Volunteers spruce up Leechburg’s Riverfront Park
Leechburg’s Riverfront Park and its gazebo have gotten a facelift thanks to volunteers and donations from local organizations.
“It came under disrepair, and we had a lot of people hanging around here that didn’t belong here, so we decided early in the summer to start working here,” Mayor Wayne Dobos said of the gazebo.
Dobos has spearheaded the project that began in August. It’s part of his “Beautify Leechburg: Polish the Jewel” initiative.
The mayor worked with nine other volunteers to clean up the park, which sits along the Kiski River behind Sprankle’s Neighborhood Market. He said it’s a good place to hold family gatherings and take wedding pictures.
“Come next summer, I want to promote this. It’s a nice place,” Dobos said.
The mayor said people will be able to pay a $50 deposit to secure a permit to rent out the park.
“If everything’s OK when you leave, you get your $50 back and you’ve got to use the park for free,” Dobos said. “I think it’s a really nice addition to Leechburg.”
Frickanisce Iron Works of Parks Township made and installed the new aluminum railing for about $4,500. Work on that finished up Tuesday.

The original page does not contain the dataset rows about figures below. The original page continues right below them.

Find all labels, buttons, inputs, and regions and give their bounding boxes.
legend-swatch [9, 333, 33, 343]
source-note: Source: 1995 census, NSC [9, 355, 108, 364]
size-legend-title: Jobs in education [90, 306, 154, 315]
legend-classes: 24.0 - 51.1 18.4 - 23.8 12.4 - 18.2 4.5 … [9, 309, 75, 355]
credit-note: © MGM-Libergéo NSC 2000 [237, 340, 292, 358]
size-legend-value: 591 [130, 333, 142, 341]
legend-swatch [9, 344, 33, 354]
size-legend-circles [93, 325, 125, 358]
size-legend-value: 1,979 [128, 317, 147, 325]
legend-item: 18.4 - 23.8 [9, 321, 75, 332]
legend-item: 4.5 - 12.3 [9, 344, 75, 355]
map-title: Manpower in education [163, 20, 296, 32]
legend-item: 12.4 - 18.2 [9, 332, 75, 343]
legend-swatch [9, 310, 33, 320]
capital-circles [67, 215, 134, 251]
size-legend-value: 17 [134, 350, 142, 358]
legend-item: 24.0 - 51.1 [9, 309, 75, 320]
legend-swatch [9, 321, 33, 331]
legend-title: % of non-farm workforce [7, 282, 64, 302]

Additional work, such as adding motion detector cameras and painting the gazebo’s roof, will take place in the spring, Dobos said. A contractor will do the painting.
Dobos estimates the total cost of upgrades to the gazebo will be between $7,000 and $8,000. So far, the project has received $3,500 in donations from Leechburg’s Monday Evening Club, the Leechburg Rotary and the Leechburg Area Community Association.
The money being spent on the project has all come from donations, Dobos said. No taxpayer money has been used.
“We got some donations and I’m begging for more,” Dobos said.
All the other work has been done by volunteers.
Dobos said volunteers used a skid loader belonging to the borough’s public works department to knock down a concrete block that used to enclose the gazebo and to level out the hillside behind Sprankle’s.
They stripped and repainted the gazebo’s upright pillars, and pressure-washed the gazebo and the park’s picnic tables and benches.
They also trimmed the trees lining the hillside behind Sprankle’s, and cleared out overgrown weeds on that hill and by the river. The trimmed branches were made into the mulch that now lines the hillside.
Black Lab Tree And Landscape Service of Gilpin donated some additional mulch, Dobos said.
“We recycled everything we could recycle,” he said.
Anyone interested in donating to the project can drop off checks or mail them to the borough office at 260 Market St. Checks should be made out to Leechburg Borough. Note gazebo on the memo line.